### Instructions to follow
Which lines of the data contain the string "width"? Show each of them.

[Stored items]
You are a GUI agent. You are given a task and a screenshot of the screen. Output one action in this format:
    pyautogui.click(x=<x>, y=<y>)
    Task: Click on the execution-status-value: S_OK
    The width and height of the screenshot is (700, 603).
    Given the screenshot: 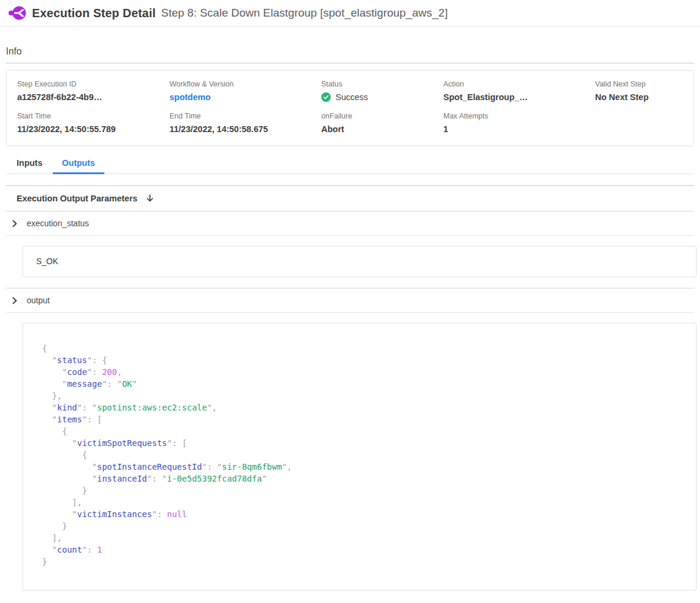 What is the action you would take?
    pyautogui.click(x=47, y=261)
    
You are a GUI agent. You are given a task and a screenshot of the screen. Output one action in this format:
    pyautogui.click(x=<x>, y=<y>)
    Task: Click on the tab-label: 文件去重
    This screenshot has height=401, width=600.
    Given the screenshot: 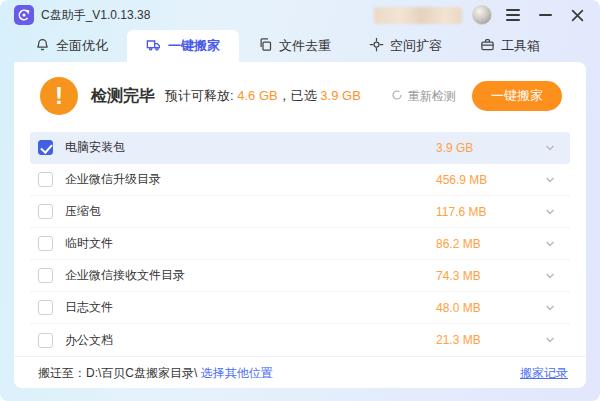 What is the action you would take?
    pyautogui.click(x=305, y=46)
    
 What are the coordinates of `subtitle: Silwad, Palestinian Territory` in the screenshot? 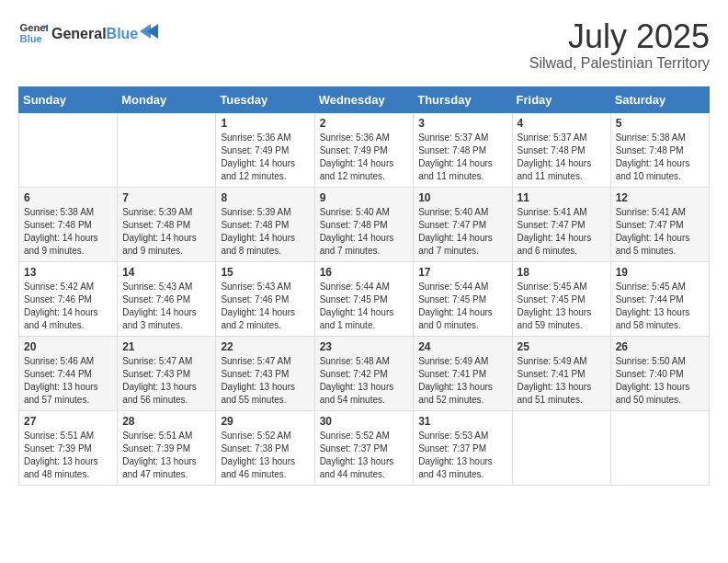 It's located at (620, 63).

### Result of the exercise
    The width and height of the screenshot is (700, 603).
    This screenshot has height=401, width=600.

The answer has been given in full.